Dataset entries

Content starts

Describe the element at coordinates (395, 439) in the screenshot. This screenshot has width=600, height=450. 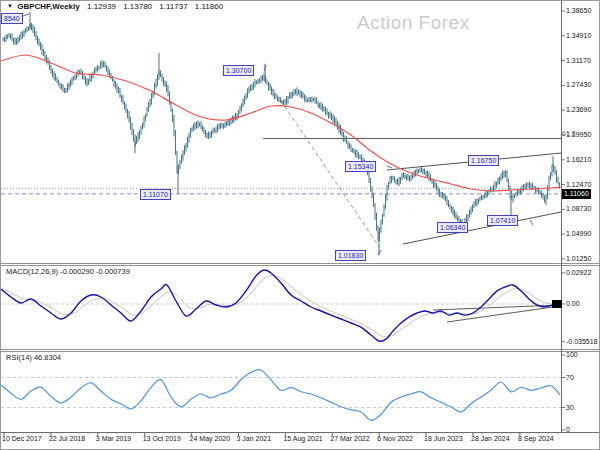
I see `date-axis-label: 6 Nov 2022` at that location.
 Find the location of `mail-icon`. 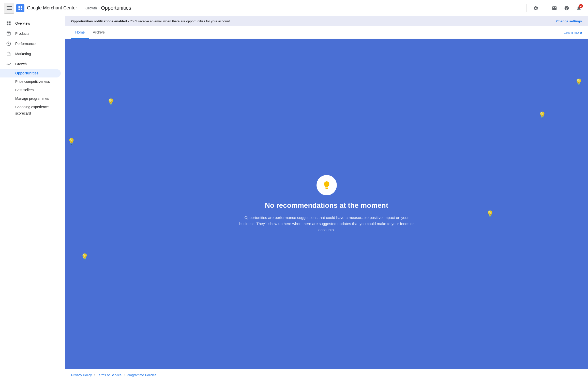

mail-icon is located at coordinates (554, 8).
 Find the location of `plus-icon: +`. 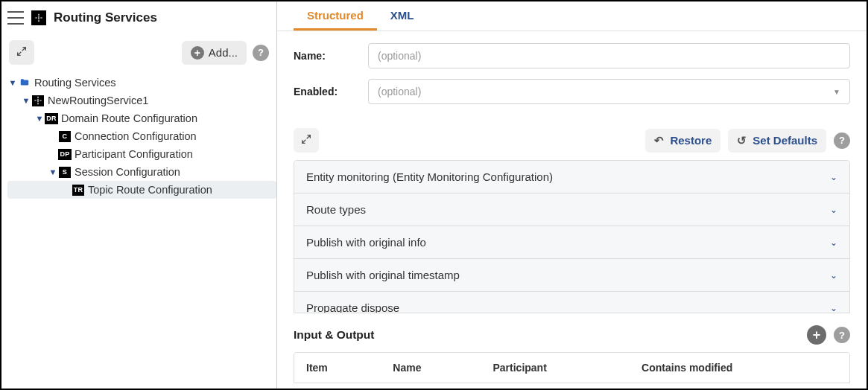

Content ends

Activity
The data above should be set down again exactly, with the pictures omitted.

Task result
Describe the element at coordinates (395, 439) in the screenshot. This screenshot has width=600, height=450. 
I see `date-axis-label: 6 Nov 2022` at that location.
 Find the location of `mail-icon`. 

mail-icon is located at coordinates (554, 8).
 Find the location of `plus-icon: +`. 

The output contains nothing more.